Fauci Fallout: New NIH chief says all gain-of-function research stopped, no lockdowns in future

Gain of function research is a controversial form of science that tries to enhance deadly viruses and bacteria to make them more deadly in an effort to study future pandemic responses.

Published: February 6, 2026 7:51pm

Updated: February 6, 2026 8:09pm

The new National Institutes of Health chief declared Friday that the Trump administration won't pursue lockdowns in future pandemics and his agency has stopped all forms of dangerous gain-of-function research, ending two controversial legacies of the Dr. Anthony Fauci era inside the government's premier health research institution.

"As far as the NIH, we've paused every single project that even is anywhere within the vicinity of something that could be gain of function, and the White House is working on a policy ...(that) will make it so that it never happens again," Dr. Jay Bhattacharya, the NIH director, told the Just the News, No Noise television show.

"Nowhere in the United States Government will we invest in a project that poses a risk of catastrophic harm to the American people ever again," he added.

Gain of function research is a controversial form of science that tries to enhance deadly viruses and bacteria to make them more deadly in an effort to study future pandemic responses.

It was stopped by President Barack Obama but then revived in 2017 under Fauci's leadership, and it is believed to be behind a lab leak in Wuhan, China, that the FBI and other federal agencies believe may have started the COVID-19 pandemic in 2020.

Bhattacharya said the Biden administration had confusing rules that left the possibility of such risky research to continue to slip through, and he has put a clear mandate in place.  

"What we're doing is we're saying there has to be a comprehensive risk assessment of every single project that has anywhere close to the vicinity of being dangerous gain of function," he explained. "And if it's dangerous gain of function, the answer is, 'No, you can't do it.'"

He said the NIH model is going to be the center of a larger government-wide policy being finalized by the White House.

"So we're headed toward a comprehensive policy for the entire federal government where that's the case. As far as the NIH is concerned, I've already implemented a policy like that, where we pause dozens of grants, and as soon as the new policy comes up, we'll submit them to the new independent board that's going to be looking at this," he said.

Bhattacharya said the government still has much work to do to reform pandemic preparations from the failures of COVID-19 outbreak, but that one tactic used then and favored by Fauci -- full community lockdowns -- will certainly not be used under this Trump administration.

"I think I can tell you that the appetite for lockdowns in this administration is basically zero. So I don't think we would have the same kind of approach. But we do need to have a national conversation about what happened during COVID, especially during the Biden administration, with the vaccine mandates and all that.

Pandemic prevention "shouldn't just be some secret plan sitting in the government vault that you pull out if something terrible happens," he said.

"We saw during COVID every single person's life was affected in some, mostly for the worse," he added. "...I'll tell you under my watch, I will never advocate and the NIH will not be advocating for lockdowns ever again."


Task goal:
All of the data goes into your copy exactly as written. Images do not.

• • • •

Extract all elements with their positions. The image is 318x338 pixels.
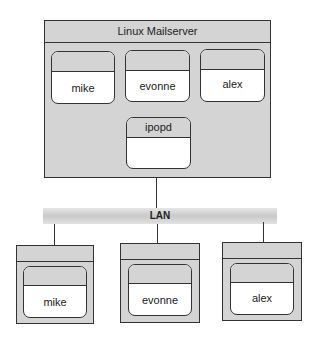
connector-server-lan xyxy=(156,177,157,208)
node-label: mike xyxy=(24,296,86,308)
client-alex-node: alex xyxy=(230,263,294,315)
node-label: alex xyxy=(201,78,264,90)
node-header xyxy=(231,264,293,283)
client-title-bar xyxy=(223,243,301,259)
client-mike: mike xyxy=(16,245,94,324)
node-header xyxy=(129,265,191,284)
node-header xyxy=(52,52,114,72)
server-user-evonne: evonne xyxy=(125,50,190,102)
node-label: mike xyxy=(52,82,114,94)
node-label: evonne xyxy=(129,294,191,306)
ipopd-daemon: ipopd xyxy=(126,117,191,169)
connector-lan-client-evonne xyxy=(157,224,158,243)
connector-lan-client-alex xyxy=(263,222,264,242)
client-evonne-node: evonne xyxy=(128,264,192,316)
client-evonne: evonne xyxy=(120,243,200,323)
client-mike-node: mike xyxy=(23,266,87,318)
server-user-mike: mike xyxy=(51,51,115,104)
node-header xyxy=(24,267,86,286)
client-alex: alex xyxy=(222,242,302,321)
client-title-bar xyxy=(17,246,93,262)
server-user-alex: alex xyxy=(200,49,265,102)
node-header xyxy=(126,51,189,71)
client-title-bar xyxy=(121,244,199,260)
ipopd-label: ipopd xyxy=(127,118,190,138)
connector-lan-client-mike xyxy=(54,224,55,245)
node-header xyxy=(201,50,264,70)
node-label: evonne xyxy=(126,80,189,92)
lan-bus: LAN xyxy=(43,208,277,224)
node-label: alex xyxy=(231,292,293,304)
mailserver-title: Linux Mailserver xyxy=(45,21,270,43)
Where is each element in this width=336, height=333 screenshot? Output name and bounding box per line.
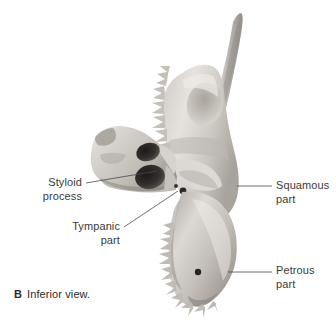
label-tympanic-line2: part xyxy=(24,234,120,248)
label-petrous-line2: part xyxy=(276,278,315,292)
caption-letter: B xyxy=(14,288,22,300)
label-squamous-line2: part xyxy=(276,193,329,207)
label-styloid-line2: process xyxy=(0,190,82,204)
label-tympanic-line1: Tympanic xyxy=(72,220,120,232)
label-petrous-part: Petrous part xyxy=(276,264,315,291)
anatomy-figure: Styloid process Tympanic part Squamous p… xyxy=(0,0,336,333)
figure-caption: BInferior view. xyxy=(14,288,90,300)
label-petrous-line1: Petrous xyxy=(276,264,315,276)
label-styloid-line1: Styloid xyxy=(48,176,82,188)
caption-text: Inferior view. xyxy=(27,288,90,300)
leader-tympanic xyxy=(124,191,178,227)
label-squamous-line1: Squamous xyxy=(276,179,329,191)
label-styloid-process: Styloid process xyxy=(0,176,82,203)
label-tympanic-part: Tympanic part xyxy=(24,220,120,247)
label-squamous-part: Squamous part xyxy=(276,179,329,206)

• • • •

Solution to this problem:
Extract all elements with their positions. The image is 318x338 pixels.
connector-server-lan xyxy=(156,177,157,208)
node-label: mike xyxy=(24,296,86,308)
client-alex-node: alex xyxy=(230,263,294,315)
node-label: alex xyxy=(201,78,264,90)
node-header xyxy=(231,264,293,283)
client-title-bar xyxy=(223,243,301,259)
client-mike: mike xyxy=(16,245,94,324)
node-header xyxy=(129,265,191,284)
node-header xyxy=(52,52,114,72)
server-user-evonne: evonne xyxy=(125,50,190,102)
node-label: mike xyxy=(52,82,114,94)
node-label: evonne xyxy=(129,294,191,306)
ipopd-daemon: ipopd xyxy=(126,117,191,169)
connector-lan-client-evonne xyxy=(157,224,158,243)
connector-lan-client-alex xyxy=(263,222,264,242)
client-evonne-node: evonne xyxy=(128,264,192,316)
client-evonne: evonne xyxy=(120,243,200,323)
client-mike-node: mike xyxy=(23,266,87,318)
server-user-mike: mike xyxy=(51,51,115,104)
node-header xyxy=(24,267,86,286)
client-alex: alex xyxy=(222,242,302,321)
client-title-bar xyxy=(17,246,93,262)
server-user-alex: alex xyxy=(200,49,265,102)
node-header xyxy=(126,51,189,71)
client-title-bar xyxy=(121,244,199,260)
ipopd-label: ipopd xyxy=(127,118,190,138)
connector-lan-client-mike xyxy=(54,224,55,245)
node-header xyxy=(201,50,264,70)
node-label: evonne xyxy=(126,80,189,92)
lan-bus: LAN xyxy=(43,208,277,224)
node-label: alex xyxy=(231,292,293,304)
mailserver-title: Linux Mailserver xyxy=(45,21,270,43)
Where is each element in this width=336, height=333 screenshot? Output name and bounding box per line.
label-tympanic-line2: part xyxy=(24,234,120,248)
label-petrous-line2: part xyxy=(276,278,315,292)
caption-letter: B xyxy=(14,288,22,300)
label-squamous-line2: part xyxy=(276,193,329,207)
label-styloid-line2: process xyxy=(0,190,82,204)
label-tympanic-line1: Tympanic xyxy=(72,220,120,232)
label-petrous-part: Petrous part xyxy=(276,264,315,291)
anatomy-figure: Styloid process Tympanic part Squamous p… xyxy=(0,0,336,333)
figure-caption: BInferior view. xyxy=(14,288,90,300)
label-petrous-line1: Petrous xyxy=(276,264,315,276)
label-styloid-line1: Styloid xyxy=(48,176,82,188)
caption-text: Inferior view. xyxy=(27,288,90,300)
leader-tympanic xyxy=(124,191,178,227)
label-squamous-line1: Squamous xyxy=(276,179,329,191)
label-styloid-process: Styloid process xyxy=(0,176,82,203)
label-tympanic-part: Tympanic part xyxy=(24,220,120,247)
label-squamous-part: Squamous part xyxy=(276,179,329,206)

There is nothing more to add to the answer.